Distribution of Ryan White Funding Delayed Six Months in New Orleans, Officials Say
The distribution of $7 million in Ryan White Program funding to New Orleans HIV/AIDS agencies that provide treatment to more than 4,000 HIV-positive people has been delayed by six months, Fran Lawless, director of Mayor Ray Nagin's Office of Health Care Policy, said at a city council meeting Thursday, the New Orleans Times-Picayune reports.
According to Lawless, who testified before the council's Housing and Human Needs Committee, the city received the money March 1 but did not send out grant award notices to medical case management agencies until June and did not finalize contracts, which are required for funding to be spent, until October. In explaining the reasons for the delay, Lawless said some agencies were slow to file spending invoices and blamed "implementation problems" for the long contracting process, saying that funding "will flow better from now on."
Lawless "seemed reluctant to accept council members' suggestions that grant applicants be reviewed before the annual federal funding is announced each March" and could not indicate when next year's funding would be available, the Times-Picayune reports. She added that her staff members only "sit in on the review" of grant applications and must defer to the city's chief administrative office in making final decisions under an executive order by Nagin.
David Munroe -- chair of the board of the group In This Together, which had to close this past summer because of insufficient funding -- said the number of HIV/AIDS cases in New Orleans is increasing, particularly among low-income residents. Council member Stacy Head said she was astonished that Lawless' office includes seven employees tasked with distributing funding. "We have departments with much larger budgets operating with two to three people," she said.
According to Lawless, New Orleans lost its Ryan White funding during former Mayor Marc Morial's administration because it failed to submit its application to HHS on time. She added that she intends to alter the city's contracting process to allow multiple-year agreements with service providers so their funding is not cut off every March (Hammer, New Orleans Times-Picayune, 10/31).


EXERCISE DIRECTIONS >>
Filter the records for lines holding the string "galaxy".

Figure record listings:
────────────────────────────────────────

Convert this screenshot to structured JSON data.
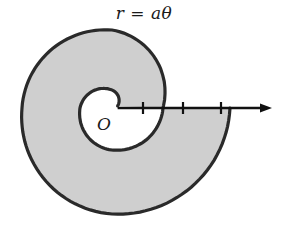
{
  "title": "r = aθ",
  "origin_label": "O",
  "colors": {
    "fill": "#cfcfcf",
    "stroke": "#2a2a2a",
    "background": "#ffffff"
  },
  "geometry": {
    "origin": [
      112,
      108
    ],
    "axis_end_x": 272,
    "tick_x": [
      143,
      183,
      221
    ],
    "tick_half_height": 6,
    "inner_spiral_samples_deg_r": [
      [
        20,
        6
      ],
      [
        90,
        18
      ],
      [
        180,
        32
      ],
      [
        270,
        42
      ],
      [
        360,
        51
      ]
    ],
    "outer_spiral_samples_deg_r": [
      [
        360,
        51
      ],
      [
        450,
        78
      ],
      [
        540,
        90
      ],
      [
        630,
        106
      ],
      [
        720,
        118
      ]
    ]
  }
}
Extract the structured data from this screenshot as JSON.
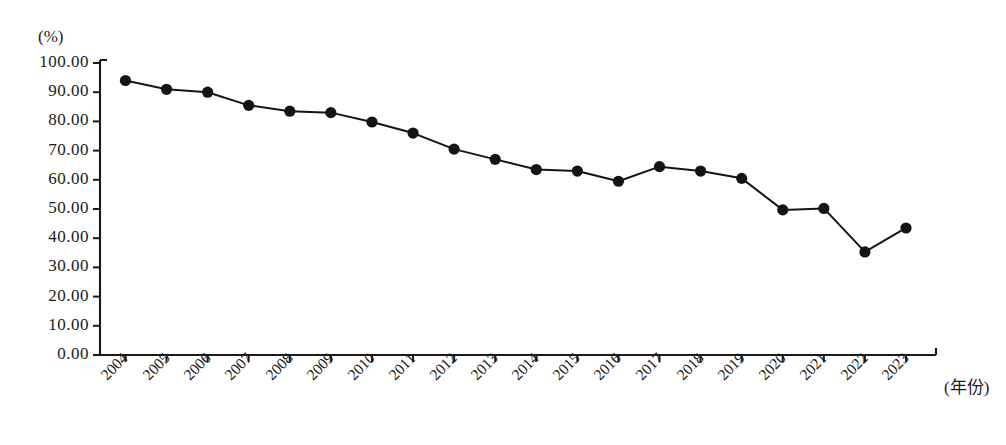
{
  "chart_data": {
    "type": "line",
    "title": "",
    "subtitle": "",
    "xlabel": "(年份)",
    "ylabel": "(%)",
    "ylim": [
      0,
      100
    ],
    "grid": false,
    "legend": "none",
    "marker": "filled-circle",
    "line_color": "#141414",
    "marker_color": "#141414",
    "background_color": "#ffffff",
    "categories": [
      "2004",
      "2005",
      "2006",
      "2007",
      "2008",
      "2009",
      "2010",
      "2011",
      "2012",
      "2013",
      "2014",
      "2015",
      "2016",
      "2017",
      "2018",
      "2019",
      "2020",
      "2021",
      "2022",
      "2023"
    ],
    "values": [
      94.0,
      91.0,
      90.0,
      85.5,
      83.5,
      83.0,
      79.8,
      76.0,
      70.5,
      67.0,
      63.5,
      63.0,
      59.5,
      64.5,
      63.0,
      60.5,
      49.7,
      50.2,
      35.3,
      43.5
    ],
    "ytick_labels": [
      "100.00",
      "90.00",
      "80.00",
      "70.00",
      "60.00",
      "50.00",
      "40.00",
      "30.00",
      "20.00",
      "10.00",
      "0.00"
    ],
    "ytick_values": [
      100,
      90,
      80,
      70,
      60,
      50,
      40,
      30,
      20,
      10,
      0
    ],
    "xtick_labels": [
      "2004",
      "2005",
      "2006",
      "2007",
      "2008",
      "2009",
      "2010",
      "2011",
      "2012",
      "2013",
      "2014",
      "2015",
      "2016",
      "2017",
      "2018",
      "2019",
      "2020",
      "2021",
      "2022",
      "2023"
    ]
  }
}
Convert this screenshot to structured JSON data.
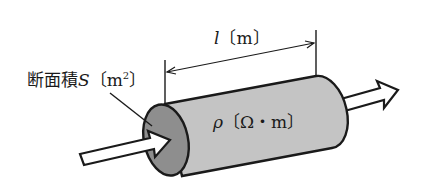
{
  "diagram": {
    "type": "resistor-cylinder",
    "labels": {
      "cross_section_prefix": "断面積",
      "cross_section_symbol": "S",
      "cross_section_unit_open": "〔m",
      "cross_section_unit_exp": "2",
      "cross_section_unit_close": "〕",
      "length_symbol": "l",
      "length_unit": "〔m〕",
      "resistivity_symbol": "ρ",
      "resistivity_unit": "〔Ω・m〕"
    },
    "colors": {
      "cylinder_body": "#c4c4c4",
      "end_face": "#8e8e8e",
      "outline": "#1a1a1a",
      "arrow_fill": "#ffffff"
    }
  }
}
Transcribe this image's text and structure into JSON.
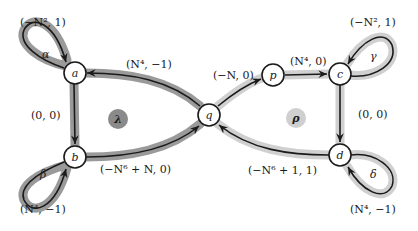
{
  "diagram": {
    "colors": {
      "left_halo": "#9a9a9a",
      "right_halo": "#cfcfcf",
      "edge": "#1a1a1a",
      "node_fill": "#ffffff",
      "lambda_fill": "#8a8a8a",
      "rho_fill": "#cfcfcf"
    },
    "nodes": [
      {
        "id": "a",
        "label": "a"
      },
      {
        "id": "b",
        "label": "b"
      },
      {
        "id": "q",
        "label": "q"
      },
      {
        "id": "p",
        "label": "p"
      },
      {
        "id": "c",
        "label": "c"
      },
      {
        "id": "d",
        "label": "d"
      }
    ],
    "regions": {
      "lambda": "λ",
      "rho": "ρ"
    },
    "loops": {
      "alpha": {
        "name": "α",
        "weight": "(−N², 1)"
      },
      "beta": {
        "name": "β",
        "weight": "(N⁴, −1)"
      },
      "gamma": {
        "name": "γ",
        "weight": "(−N², 1)"
      },
      "delta": {
        "name": "δ",
        "weight": "(N⁴, −1)"
      }
    },
    "edges": {
      "q_to_a": "(N⁴, −1)",
      "a_to_b": "(0, 0)",
      "b_to_q": "(−N⁶ + N, 0)",
      "q_to_p": "(−N, 0)",
      "p_to_c": "(N⁴, 0)",
      "c_to_d": "(0, 0)",
      "d_to_q": "(−N⁶ + 1, 1)"
    }
  }
}
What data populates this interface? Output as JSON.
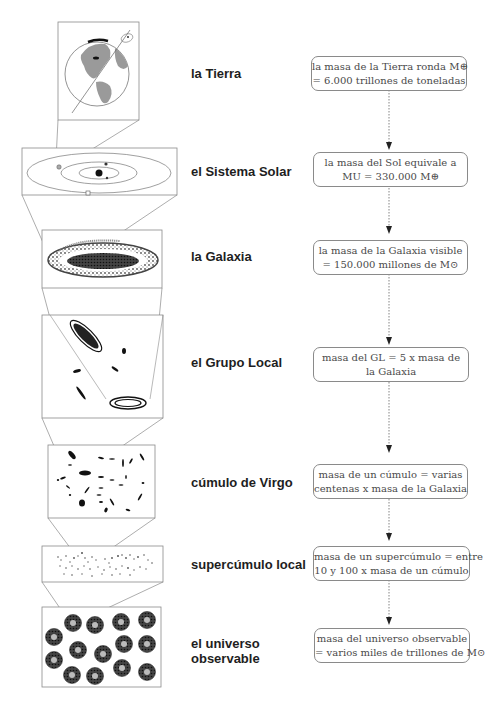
{
  "diagram": {
    "title": "",
    "levels": [
      {
        "id": "tierra",
        "label": "la Tierra",
        "mass_line1": "la masa de la Tierra ronda M⊕",
        "mass_line2": "= 6.000 trillones de toneladas",
        "illustration": "earth-globe-icon"
      },
      {
        "id": "sistema-solar",
        "label": "el Sistema Solar",
        "mass_line1": "la masa del Sol equivale a",
        "mass_line2": "MU = 330.000 M⊕",
        "illustration": "solar-system-orbits-icon"
      },
      {
        "id": "galaxia",
        "label": "la Galaxia",
        "mass_line1": "la masa de la Galaxia visible",
        "mass_line2": "= 150.000 millones de M⊙",
        "illustration": "spiral-galaxy-icon"
      },
      {
        "id": "grupo-local",
        "label": "el Grupo Local",
        "mass_line1": "masa del GL = 5 x masa de",
        "mass_line2": "la Galaxia",
        "illustration": "local-group-galaxies-icon"
      },
      {
        "id": "cumulo-virgo",
        "label": "cúmulo de Virgo",
        "mass_line1": "masa de un cúmulo = varias",
        "mass_line2": "centenas x masa de la Galaxia",
        "illustration": "galaxy-cluster-icon"
      },
      {
        "id": "supercumulo",
        "label": "supercúmulo local",
        "mass_line1": "masa de un supercúmulo = entre",
        "mass_line2": "10 y 100 x masa de un cúmulo",
        "illustration": "supercluster-dots-icon"
      },
      {
        "id": "universo",
        "label_line1": "el universo",
        "label_line2": "observable",
        "mass_line1": "masa del universo observable",
        "mass_line2": "= varios miles de trillones de M⊙",
        "illustration": "observable-universe-icon"
      }
    ],
    "connector": "dotted-arrow-down"
  },
  "colors": {
    "line": "#8a8a8a",
    "ink": "#1e1e1e",
    "gray_fill": "#9a9a9a"
  }
}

────────────────────────────────────────

TASK RESPONSE >>
        "illustration": "spiral-galaxy-icon"
        "illustration": "galaxy-cluster-icon"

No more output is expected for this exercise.